News

April 23, 2015

Not Another Metric

The release of Research Engagement for Australia by the Australian Academy of Technological Sciences and Engineering (ATSE) does not provide the needed balance to the Excellence in Research for Australia (ERA) assessment to recognise the excellence of university research in support of industry and public needs.

The IRU recognises the work ATSE has done to extract from current data metrics about engagement with research users in industry and the public sector. However, ATSE is wrong in its guiding assumption that a thorough qualitative assessment of the value of research for users outside the academic communities is not feasible.

With the third ERA to be completed in 2015, the Government should redirect the resources that support ERA to assessing the extent of industry driven research, with the next ERA to follow after the impact assessment.

ERA’s reinforcement of traditional assessments of standing has been major. Industry driven research has less standing in university culture than research that achieves great recognition amongst other researchers. Balancing those priorities, without diminishing the importance of investigator led research, will not be easy.

A parallel exercise to ERA to assess the real impact of a university’s research is a central element to changing the importance given to supporting industry driven research. Such an exercise must have a qualitative element. Like ERA, it must be benchmarked against an objective standard rather than being rankings-based. ATSE’s proposal does not do this.

IRU also has concerns about the detail of the ATSE approach:

  • it relies exclusively on financial input measures, when ‘impact’ is primarily about outcomes;
  • it ranks universities and then arbitrarily forces them into four sets with no clear basis to distinguish the groups. Comparisons with ERA ratings which it does are hence invalid. A true comparison requires a similar objective assessment of value
  • by design, the method will not capture all inputs, even for engagement with business, such as fee-for-service consultancy income;
  • there is much highly valuable research engagement, particularly with sectors other than business, that is transacted without substantial reliance on financial inputs.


• _EXERCISE_
From the entries below, list each line with "pixels".

• _PROVIDED RECORDS_
╭──

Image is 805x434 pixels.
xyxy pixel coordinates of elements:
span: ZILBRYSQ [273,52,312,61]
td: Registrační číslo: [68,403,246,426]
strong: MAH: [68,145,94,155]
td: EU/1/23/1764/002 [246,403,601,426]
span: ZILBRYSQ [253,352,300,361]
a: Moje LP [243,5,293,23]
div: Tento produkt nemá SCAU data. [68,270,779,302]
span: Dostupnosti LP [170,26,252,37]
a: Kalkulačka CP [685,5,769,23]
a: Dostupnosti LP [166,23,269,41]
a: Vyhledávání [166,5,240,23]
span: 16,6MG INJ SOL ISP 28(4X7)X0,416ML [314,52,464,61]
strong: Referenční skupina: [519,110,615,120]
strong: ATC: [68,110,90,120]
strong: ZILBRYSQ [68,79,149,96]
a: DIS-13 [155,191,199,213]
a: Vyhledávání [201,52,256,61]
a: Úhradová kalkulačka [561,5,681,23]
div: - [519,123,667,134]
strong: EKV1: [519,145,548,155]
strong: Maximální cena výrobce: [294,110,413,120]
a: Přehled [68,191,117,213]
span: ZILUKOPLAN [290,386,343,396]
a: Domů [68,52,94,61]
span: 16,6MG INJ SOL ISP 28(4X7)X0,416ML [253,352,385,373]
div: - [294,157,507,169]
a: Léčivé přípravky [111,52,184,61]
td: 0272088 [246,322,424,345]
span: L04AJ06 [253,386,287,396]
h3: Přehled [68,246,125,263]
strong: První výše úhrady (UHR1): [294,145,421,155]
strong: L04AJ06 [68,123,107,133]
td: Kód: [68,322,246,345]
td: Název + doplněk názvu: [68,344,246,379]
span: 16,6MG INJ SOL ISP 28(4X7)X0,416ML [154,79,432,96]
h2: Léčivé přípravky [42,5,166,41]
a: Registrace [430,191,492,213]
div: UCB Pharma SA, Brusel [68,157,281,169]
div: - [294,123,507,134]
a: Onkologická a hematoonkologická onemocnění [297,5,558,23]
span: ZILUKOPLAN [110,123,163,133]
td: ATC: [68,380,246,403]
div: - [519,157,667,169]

╰──
╭──

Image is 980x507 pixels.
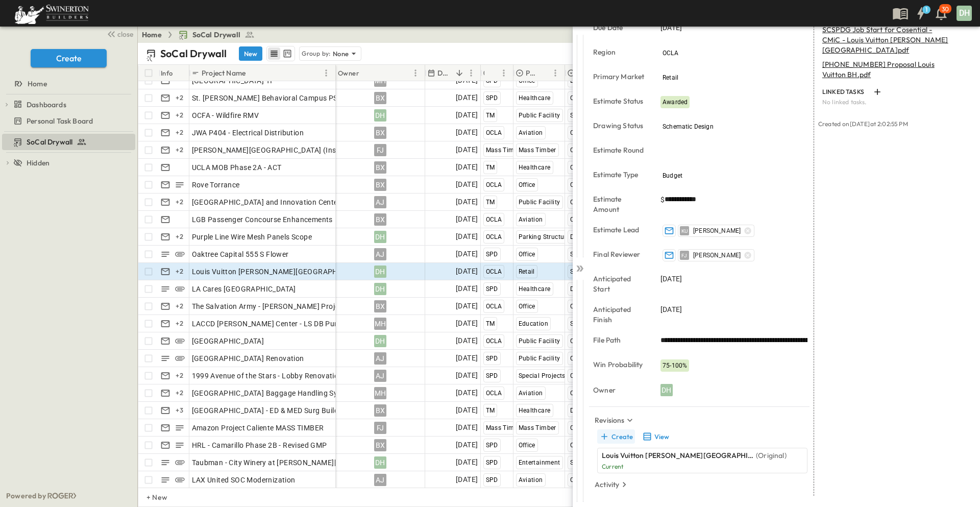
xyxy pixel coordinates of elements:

╰──
╭──

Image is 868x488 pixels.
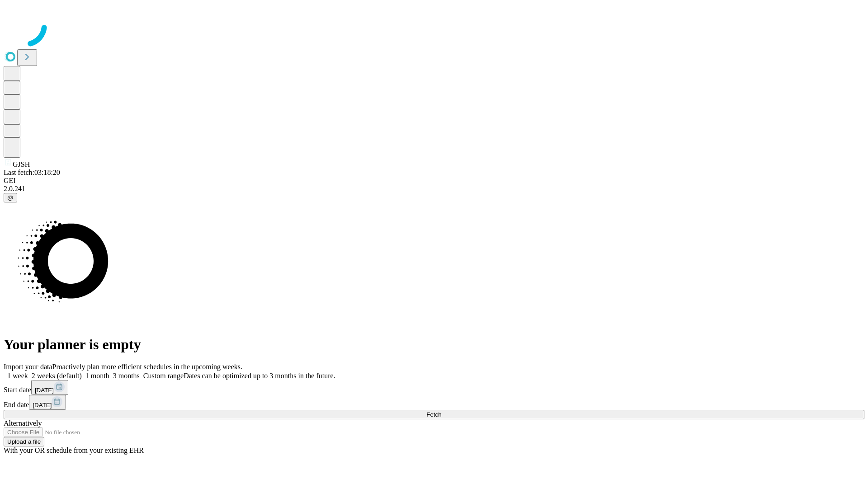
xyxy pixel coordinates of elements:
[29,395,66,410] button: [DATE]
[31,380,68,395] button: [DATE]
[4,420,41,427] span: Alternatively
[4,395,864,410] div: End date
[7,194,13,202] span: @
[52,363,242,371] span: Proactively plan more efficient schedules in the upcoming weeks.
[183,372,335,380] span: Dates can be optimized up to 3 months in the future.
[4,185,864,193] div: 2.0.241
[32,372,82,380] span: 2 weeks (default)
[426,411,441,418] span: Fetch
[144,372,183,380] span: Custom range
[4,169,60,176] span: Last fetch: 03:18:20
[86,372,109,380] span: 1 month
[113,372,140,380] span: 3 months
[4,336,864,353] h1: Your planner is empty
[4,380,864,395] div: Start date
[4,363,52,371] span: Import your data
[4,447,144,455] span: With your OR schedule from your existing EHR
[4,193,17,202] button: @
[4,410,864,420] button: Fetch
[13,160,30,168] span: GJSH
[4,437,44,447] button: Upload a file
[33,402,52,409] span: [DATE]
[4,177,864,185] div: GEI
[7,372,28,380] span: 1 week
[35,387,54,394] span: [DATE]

╰──

• _REPLY TO THE TASK_
Image is 805x434 pixels.
Image is 980x507 pixels.
Image is 868x488 pixels.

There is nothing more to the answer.